Last edited Sat Sep 14, 2024, 07:01 AM - Edit history (1)
her on Amazon: Taking Flight.
This is gut wrenching! Sympathy to her family and friends. Whatever she was put on this earth to do, she did it and more in her short life.
Edited to add this Amazon book excerpt:
In Africa my papa loved the dusty, dry winds of the Harmattan, which blew down from the Sahara Desert every December or January. Ah, the Harmattan has brought us good fortune again! he would exclaim when he returned from harvesting rice. I would smile when he said that because I knew that his next words would be But not as good a fortune as the year when it brought us Mabinty . . . no, never as good as that!
My parents said that I was born with a sharp cry and a personality as prickly as an African hedgehog. Even worse, I was a girl child--and a spotted one at that, because I was born with a skin condition called vitiligo, which caused me to look like a baby leopard. Nevertheless, my parents celebrated my arrival with joy.
When my father proclaimed that my birth was the high point of his life, his older brother, Abdullah, shook his head and declared, It is an unfortunate Harmattan that brings a girl child . . . a worthless, spotted girl child, one who will not even bring you a good bride-price. My mother told me that my father laughed at his brother. He and Uncle Abdullah did not see eye to eye on almost anything.
My uncle was right in one respect: in a typical household in the Kenema District of southeastern Sierra Leone, West Africa, my birth would not have been cause for celebration. But our household was not typical. First of all, my parents marriage had not been arranged. They had married for love, and my father refused to take a second wife, even after several years of marriage, when it appeared that I would be their only child. Secondly, both of my parents could read, and my father believed that his daughter should learn to read as well.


*THE TASK*
When the line containing "Could you detect *car* for me?" is found in the data below, give it again along with every later line, exactly; drop the pictures.

+---+

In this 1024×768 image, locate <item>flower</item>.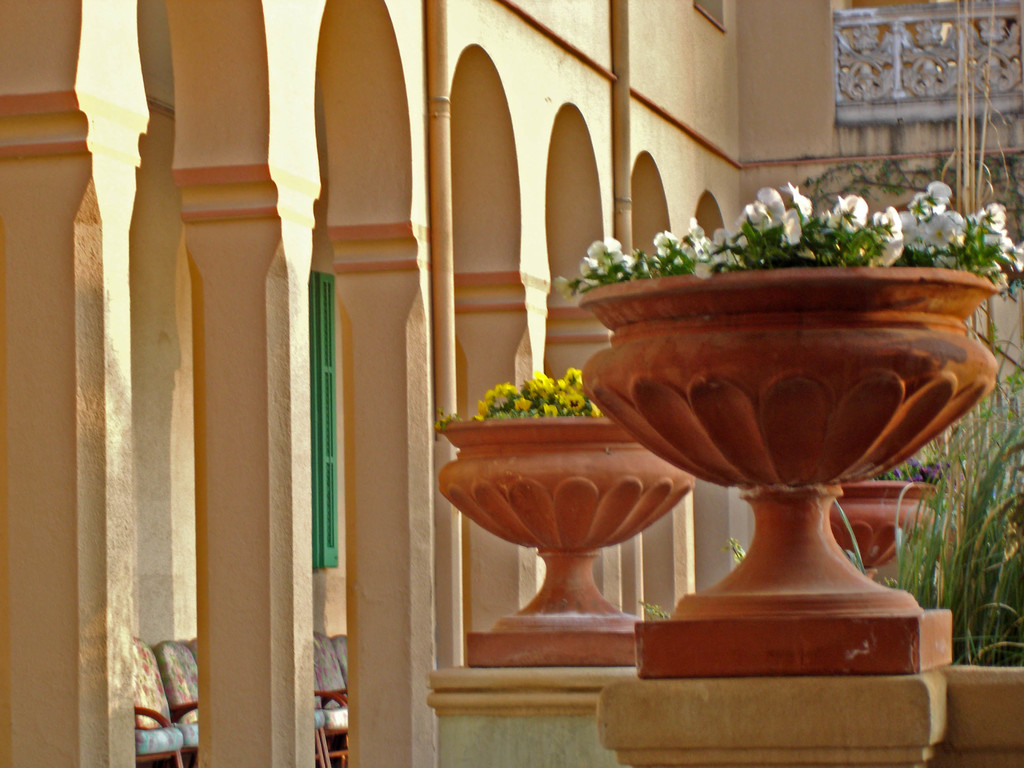
Bounding box: pyautogui.locateOnScreen(788, 180, 812, 209).
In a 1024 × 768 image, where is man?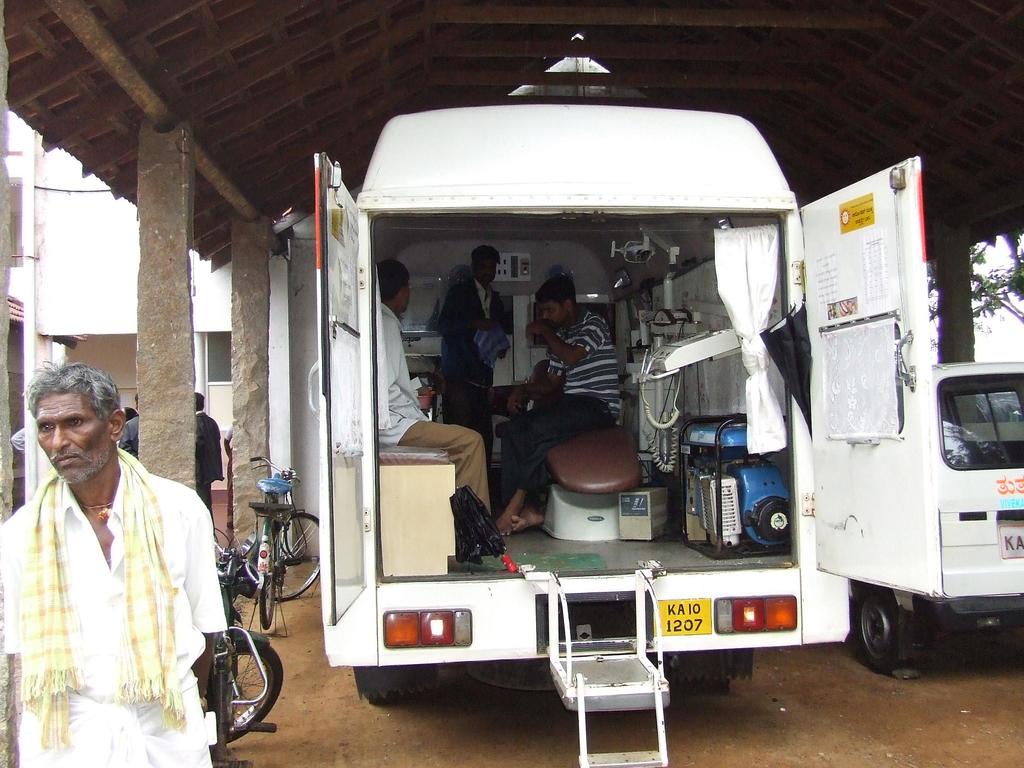
{"x1": 495, "y1": 269, "x2": 624, "y2": 538}.
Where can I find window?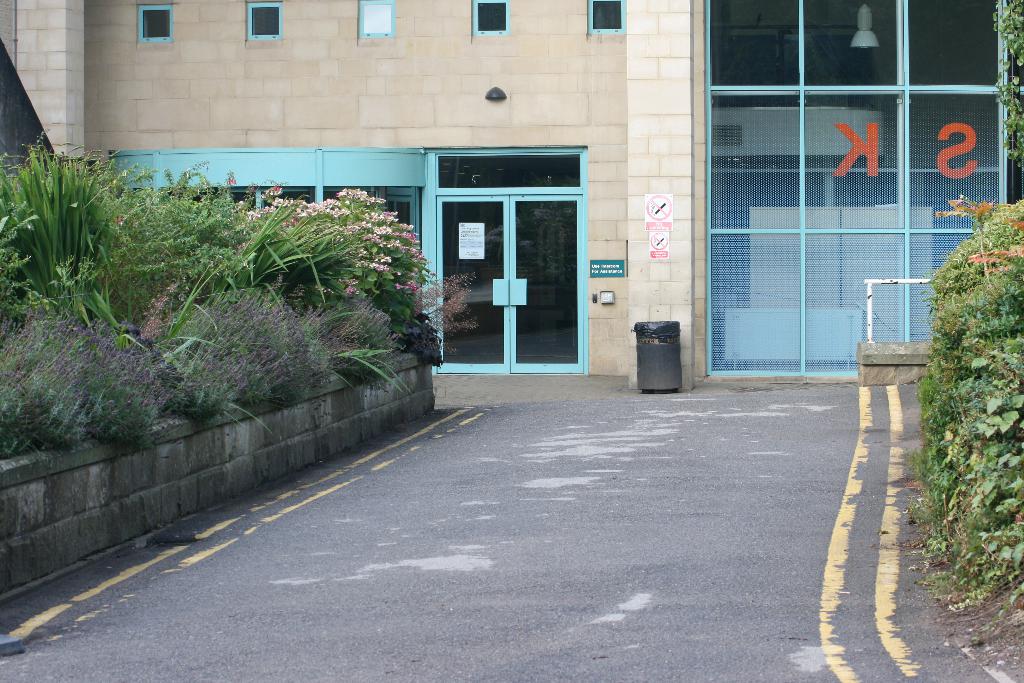
You can find it at Rect(245, 2, 280, 40).
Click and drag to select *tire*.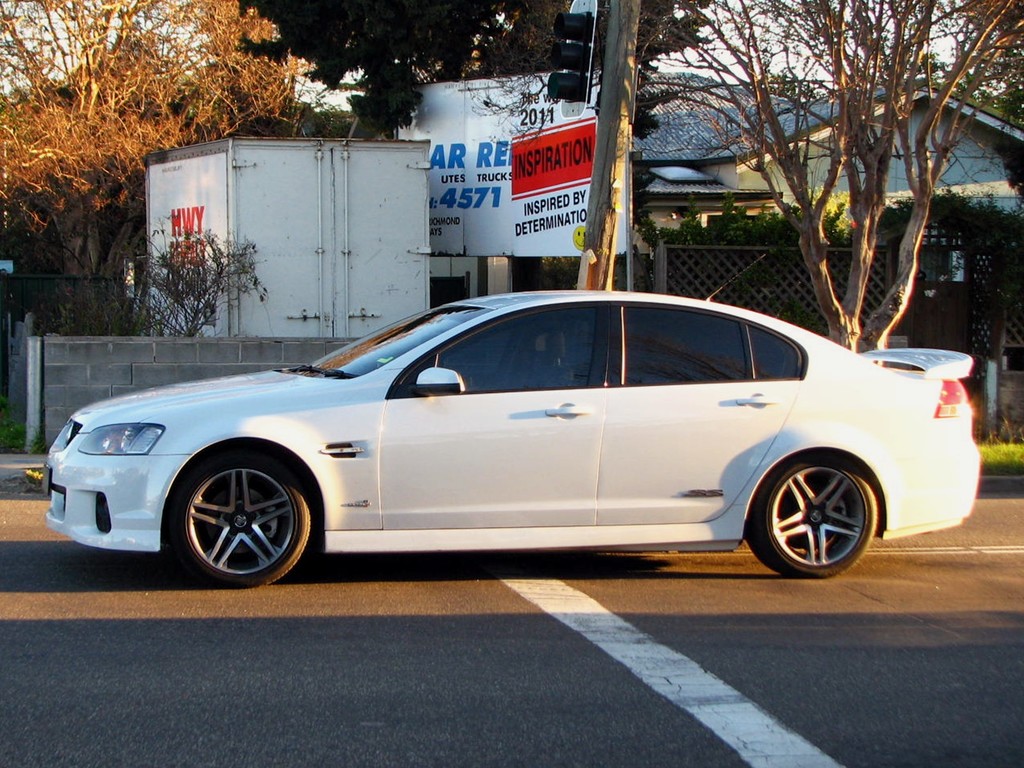
Selection: (left=143, top=453, right=308, bottom=589).
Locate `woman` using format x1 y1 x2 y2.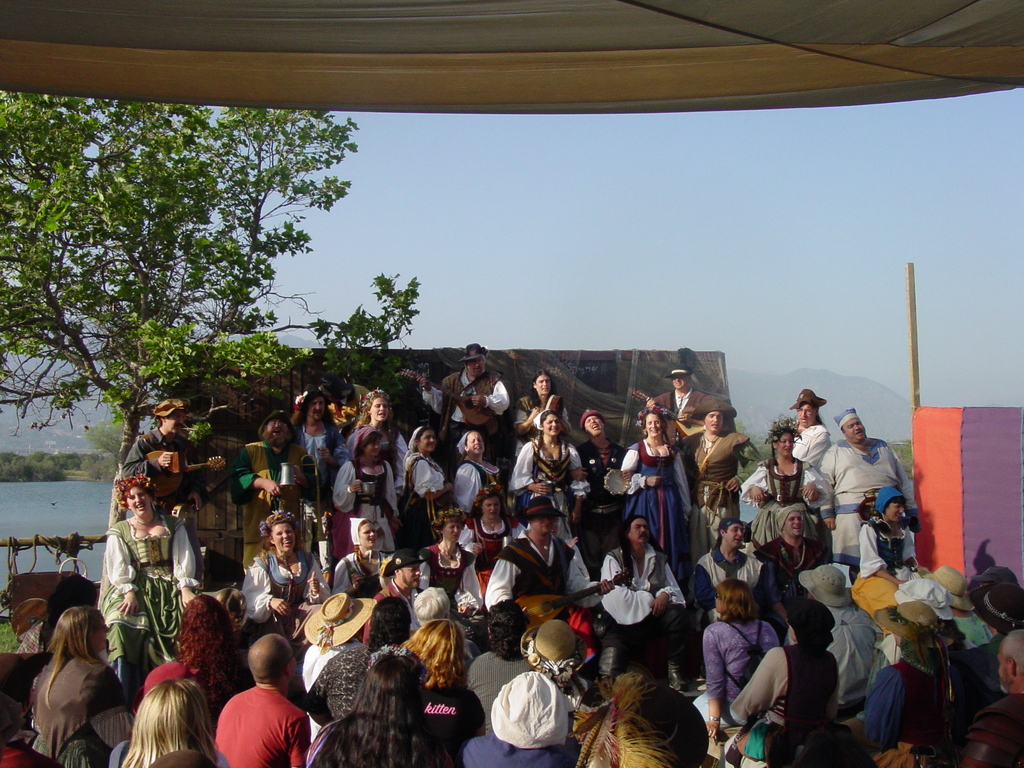
454 430 500 523.
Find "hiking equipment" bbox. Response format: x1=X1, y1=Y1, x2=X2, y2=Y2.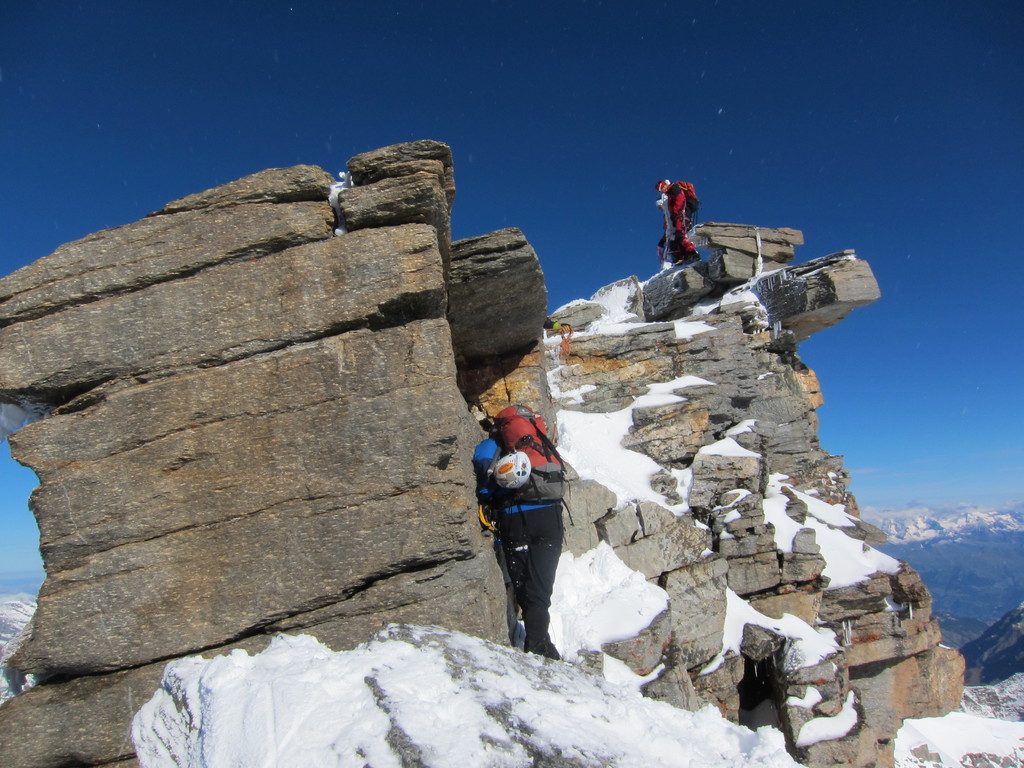
x1=667, y1=180, x2=703, y2=221.
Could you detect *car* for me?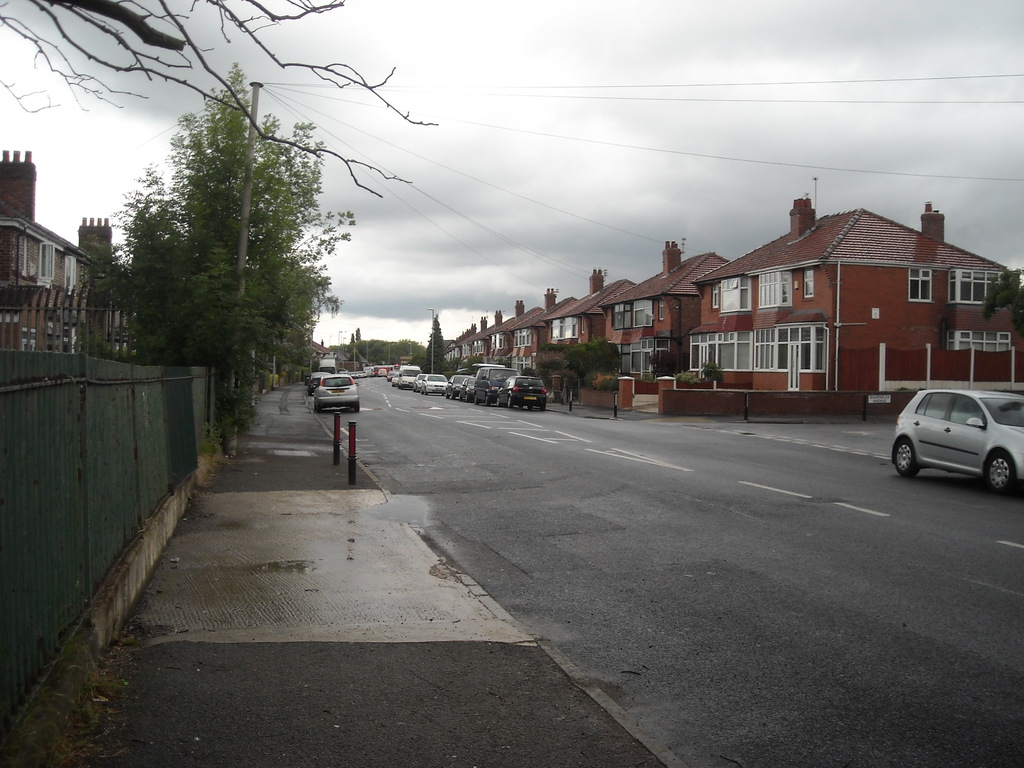
Detection result: pyautogui.locateOnScreen(470, 363, 516, 409).
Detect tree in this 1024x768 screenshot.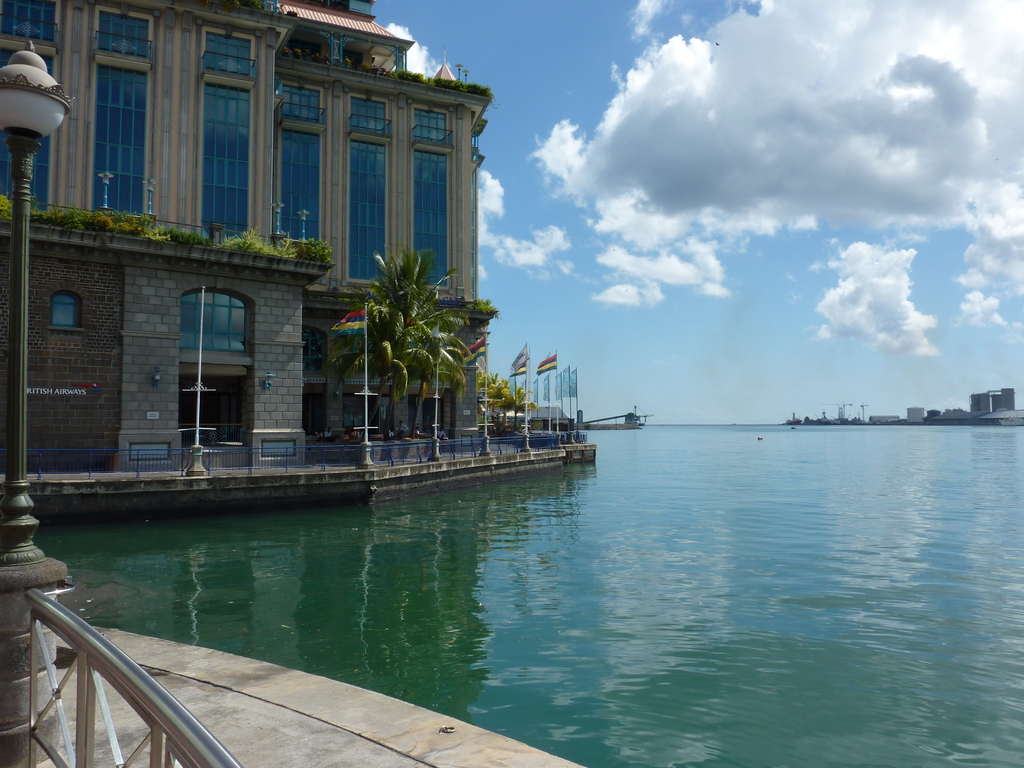
Detection: 312,223,479,418.
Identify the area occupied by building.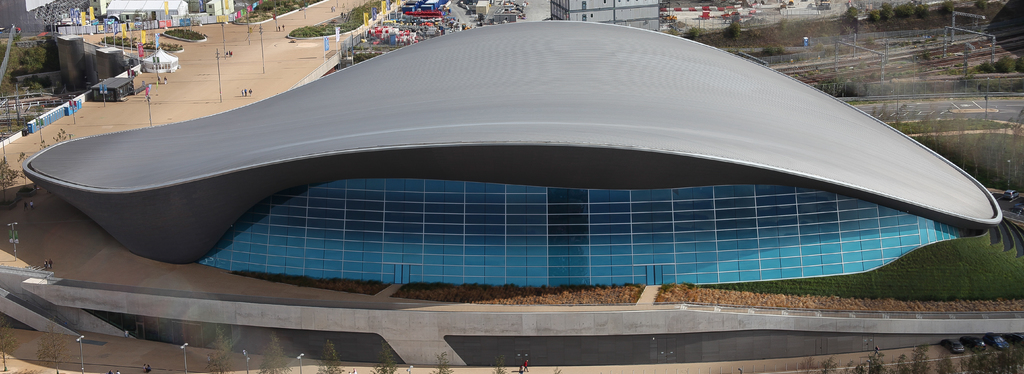
Area: bbox=[19, 12, 1004, 300].
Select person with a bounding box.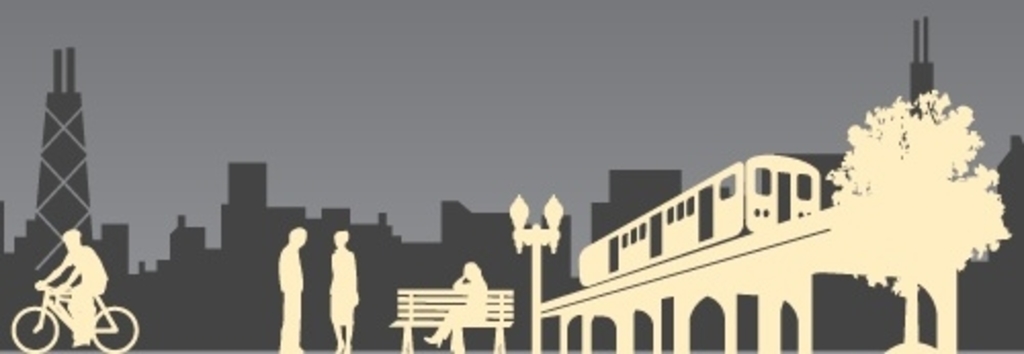
select_region(37, 227, 109, 350).
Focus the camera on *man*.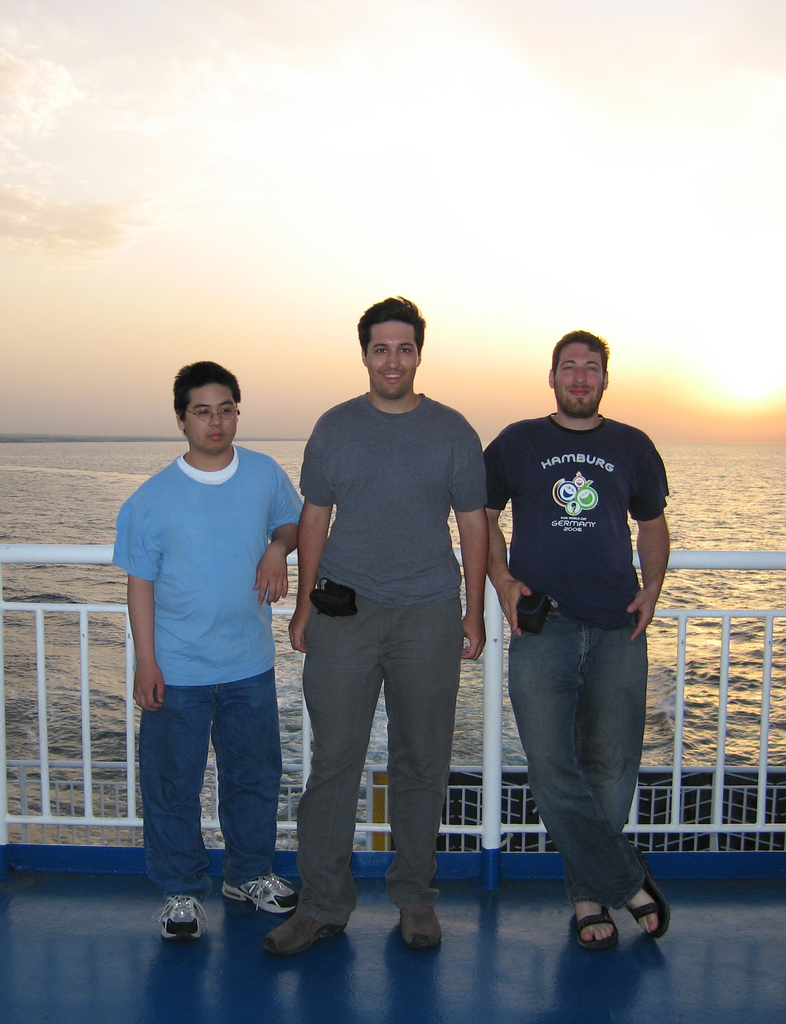
Focus region: [x1=472, y1=311, x2=684, y2=934].
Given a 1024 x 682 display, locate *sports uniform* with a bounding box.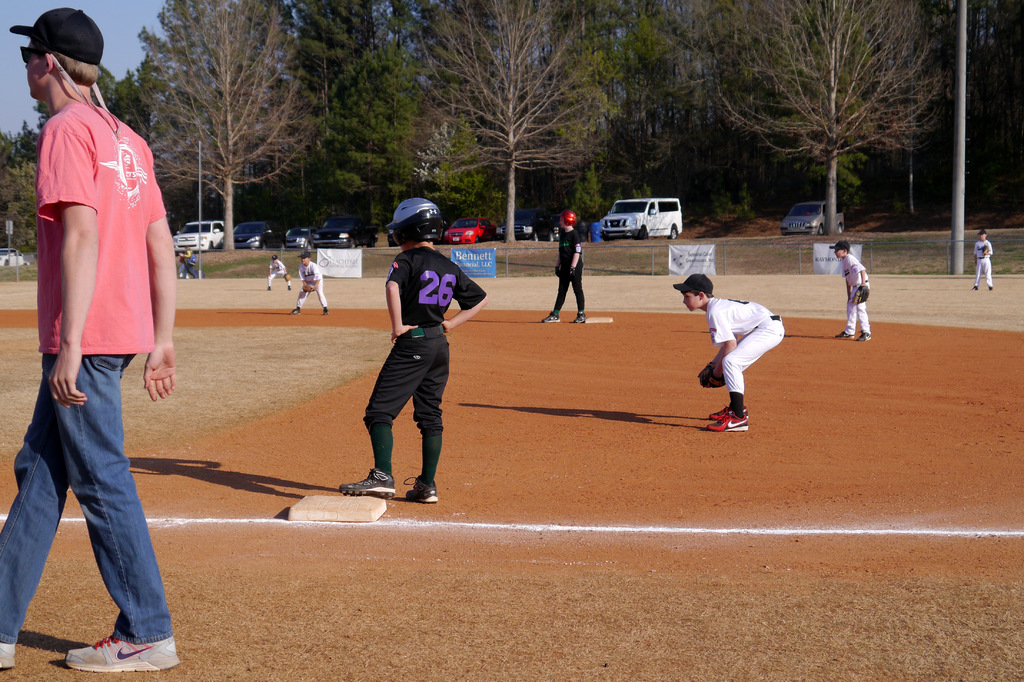
Located: l=673, t=273, r=783, b=430.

+---+

*RESPONSE BELOW*
Could you detect *car* for me?
Detection result: pyautogui.locateOnScreen(470, 363, 516, 409).
Detect tree in this 1024x768 screenshot.
Detection: 312,223,479,418.
Identify the area occupied by building.
Area: bbox=[19, 12, 1004, 300].
Select person with a bounding box.
select_region(37, 227, 109, 350).
Focus the camera on *man*.
Focus region: [x1=472, y1=311, x2=684, y2=934].
Given a 1024 x 682 display, locate *sports uniform* with a bounding box.
Located: l=673, t=273, r=783, b=430.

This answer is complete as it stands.